Job Market Paper
Title: Ties That Bind, Costs That Fall? CEO-Board Connections and the Cost of Debt
Abstract: This study examines how CEO–board connections influence firms’ cost of debt, drawing on competing governance perspectives regarding the role of board friendliness. The role conflict view suggests that close social ties between CEOs and directors weaken monitoring, reduce corporate risk-taking, and lower borrowing costs, while the role alignment view argues that such ties enhance monitoring through trust and information flow, increasing risk-taking and raising debt costs. To evaluate these perspectives, I combine a stacked difference-in-differences design with instrumental variable analyses exploiting exogenous, CEO turnover-driven shocks to CEO–board connections, and a Heckman two-step procedure to address potential sample selection bias. Results show that CEO–board connections are negatively associated with firms’ bond spreads, consistent with the role conflict view. Mediation analyses further reveal that this relationship operates through reduced corporate risk-taking, measured by the volatility of returns and leverage. Moreover, the negative effect of CEO–board connections on debt costs is amplified in nuanced information environments (specifically, when analyst coverage is high, forecast error is high, or both conditions jointly hold). Together, these findings demonstrate that interpersonal dynamics within the boardroom have material implications for debt pricing. The study contributes to the literature by clarifying the conditions under which friendly boards lower financing costs, and it adds to practice by identifying a novel governance channel that creditors can incorporate into credit risk assessments.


### PROBLEM TO SOLVE
For the word "chain", search the records and show each line in which it occurs.

### INPUT RECORDS
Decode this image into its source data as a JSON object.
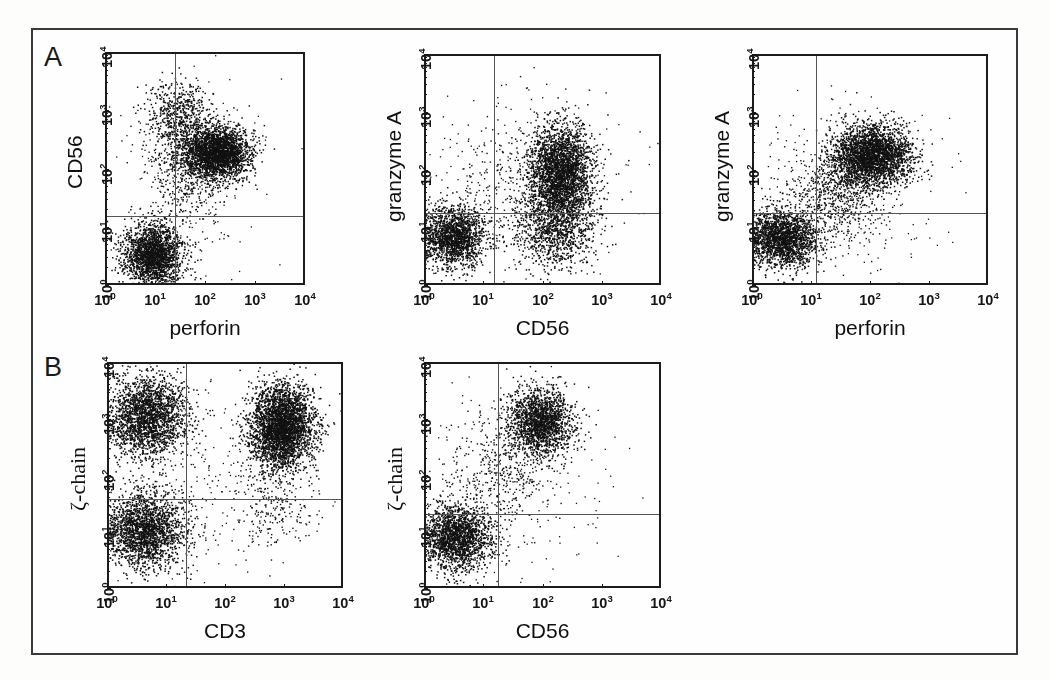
{
  "figure": {
    "background": "#fefefe",
    "frame_color": "#3a3a3a",
    "dot_color": "#111111"
  },
  "panel_letters": [
    {
      "label": "A",
      "x": 44,
      "y": 42
    },
    {
      "label": "B",
      "x": 44,
      "y": 352
    }
  ],
  "axis_ticks": {
    "x": [
      "10⁰",
      "10¹",
      "10²",
      "10³",
      "10⁴"
    ],
    "y": [
      "10⁰",
      "10¹",
      "10²",
      "10³",
      "10⁴"
    ],
    "x_html": [
      "10<sup>0</sup>",
      "10<sup>1</sup>",
      "10<sup>2</sup>",
      "10<sup>3</sup>",
      "10<sup>4</sup>"
    ],
    "y_html": [
      "10<sup>0</sup>",
      "10<sup>1</sup>",
      "10<sup>2</sup>",
      "10<sup>3</sup>",
      "10<sup>4</sup>"
    ]
  },
  "chart_data": {
    "type": "scatter",
    "axis_scale": "log",
    "xlim": [
      1,
      10000
    ],
    "ylim": [
      1,
      10000
    ],
    "grid": false,
    "legend": "none",
    "panels": [
      {
        "id": "A1",
        "row": "A",
        "xlabel": "perforin",
        "ylabel": "CD56",
        "ylabel_font": "sans",
        "left": 105,
        "top": 52,
        "width": 200,
        "height": 233,
        "quadrant_x": 25,
        "quadrant_y": 15,
        "clusters": [
          {
            "name": "CD56-negative perforin-low",
            "cx": 9,
            "cy": 3.4,
            "sx": 0.3,
            "sy": 0.27,
            "n": 2100,
            "size": 1.5
          },
          {
            "name": "CD56-bright perforin-positive",
            "cx": 170,
            "cy": 190,
            "sx": 0.33,
            "sy": 0.23,
            "n": 2600,
            "size": 1.5
          },
          {
            "name": "CD56-bright perforin-low arm",
            "cx": 30,
            "cy": 700,
            "sx": 0.3,
            "sy": 0.33,
            "n": 620,
            "size": 1.5
          },
          {
            "name": "intermediate bridge",
            "cx": 40,
            "cy": 90,
            "sx": 0.38,
            "sy": 0.42,
            "n": 430,
            "size": 1.4
          },
          {
            "name": "scattered background",
            "cx": 60,
            "cy": 60,
            "sx": 0.85,
            "sy": 0.85,
            "n": 200,
            "size": 1.3
          }
        ]
      },
      {
        "id": "A2",
        "row": "A",
        "xlabel": "CD56",
        "ylabel": "granzyme A",
        "ylabel_font": "sans",
        "left": 424,
        "top": 54,
        "width": 237,
        "height": 231,
        "quadrant_x": 15,
        "quadrant_y": 18,
        "clusters": [
          {
            "name": "double-negative",
            "cx": 3.0,
            "cy": 7.0,
            "sx": 0.28,
            "sy": 0.26,
            "n": 1750,
            "size": 1.5
          },
          {
            "name": "CD56+ granzyme A high",
            "cx": 200,
            "cy": 90,
            "sx": 0.26,
            "sy": 0.4,
            "n": 2700,
            "size": 1.5
          },
          {
            "name": "CD56+ granzyme A low tail",
            "cx": 170,
            "cy": 9,
            "sx": 0.32,
            "sy": 0.33,
            "n": 900,
            "size": 1.5
          },
          {
            "name": "sparse mid-range",
            "cx": 60,
            "cy": 40,
            "sx": 0.6,
            "sy": 0.72,
            "n": 430,
            "size": 1.4
          },
          {
            "name": "scattered background",
            "cx": 30,
            "cy": 60,
            "sx": 0.95,
            "sy": 0.85,
            "n": 230,
            "size": 1.3
          }
        ]
      },
      {
        "id": "A3",
        "row": "A",
        "xlabel": "perforin",
        "ylabel": "granzyme A",
        "ylabel_font": "sans",
        "left": 752,
        "top": 54,
        "width": 236,
        "height": 231,
        "quadrant_x": 12,
        "quadrant_y": 18,
        "clusters": [
          {
            "name": "double-negative",
            "cx": 3.2,
            "cy": 6.5,
            "sx": 0.3,
            "sy": 0.25,
            "n": 2000,
            "size": 1.5
          },
          {
            "name": "double-positive",
            "cx": 110,
            "cy": 180,
            "sx": 0.33,
            "sy": 0.26,
            "n": 2700,
            "size": 1.5
          },
          {
            "name": "diagonal bridge",
            "cx": 25,
            "cy": 40,
            "sx": 0.42,
            "sy": 0.44,
            "n": 760,
            "size": 1.4
          },
          {
            "name": "scattered background",
            "cx": 40,
            "cy": 60,
            "sx": 0.85,
            "sy": 0.8,
            "n": 220,
            "size": 1.3
          }
        ]
      },
      {
        "id": "B1",
        "row": "B",
        "xlabel": "CD3",
        "ylabel": "ζ-chain",
        "ylabel_font": "serif",
        "left": 107,
        "top": 362,
        "width": 236,
        "height": 226,
        "quadrant_x": 22,
        "quadrant_y": 38,
        "clusters": [
          {
            "name": "CD3-negative ζ-chain high",
            "cx": 4.5,
            "cy": 1100,
            "sx": 0.34,
            "sy": 0.36,
            "n": 2250,
            "size": 1.5
          },
          {
            "name": "CD3-negative ζ-chain low",
            "cx": 4.2,
            "cy": 11,
            "sx": 0.35,
            "sy": 0.33,
            "n": 2100,
            "size": 1.5
          },
          {
            "name": "CD3-positive ζ-chain high",
            "cx": 900,
            "cy": 700,
            "sx": 0.27,
            "sy": 0.37,
            "n": 3200,
            "size": 1.5
          },
          {
            "name": "CD3-positive sparse low",
            "cx": 600,
            "cy": 25,
            "sx": 0.35,
            "sy": 0.38,
            "n": 200,
            "size": 1.4
          },
          {
            "name": "scattered background",
            "cx": 40,
            "cy": 80,
            "sx": 1.0,
            "sy": 0.9,
            "n": 230,
            "size": 1.3
          }
        ]
      },
      {
        "id": "B2",
        "row": "B",
        "xlabel": "CD56",
        "ylabel": "ζ-chain",
        "ylabel_font": "serif",
        "left": 424,
        "top": 362,
        "width": 237,
        "height": 226,
        "quadrant_x": 18,
        "quadrant_y": 20,
        "clusters": [
          {
            "name": "CD56-negative ζ-chain low",
            "cx": 3.4,
            "cy": 8.0,
            "sx": 0.3,
            "sy": 0.28,
            "n": 1900,
            "size": 1.5
          },
          {
            "name": "CD56-positive ζ-chain high",
            "cx": 90,
            "cy": 900,
            "sx": 0.27,
            "sy": 0.3,
            "n": 1750,
            "size": 1.5
          },
          {
            "name": "diagonal bridge",
            "cx": 20,
            "cy": 120,
            "sx": 0.42,
            "sy": 0.48,
            "n": 430,
            "size": 1.4
          },
          {
            "name": "scattered background",
            "cx": 30,
            "cy": 70,
            "sx": 0.95,
            "sy": 0.95,
            "n": 190,
            "size": 1.3
          }
        ]
      }
    ]
  }
}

### RESULT
        "ylabel": "ζ-chain",
            "name": "CD3-negative ζ-chain high",
            "name": "CD3-negative ζ-chain low",
            "name": "CD3-positive ζ-chain high",
        "ylabel": "ζ-chain",
            "name": "CD56-negative ζ-chain low",
            "name": "CD56-positive ζ-chain high",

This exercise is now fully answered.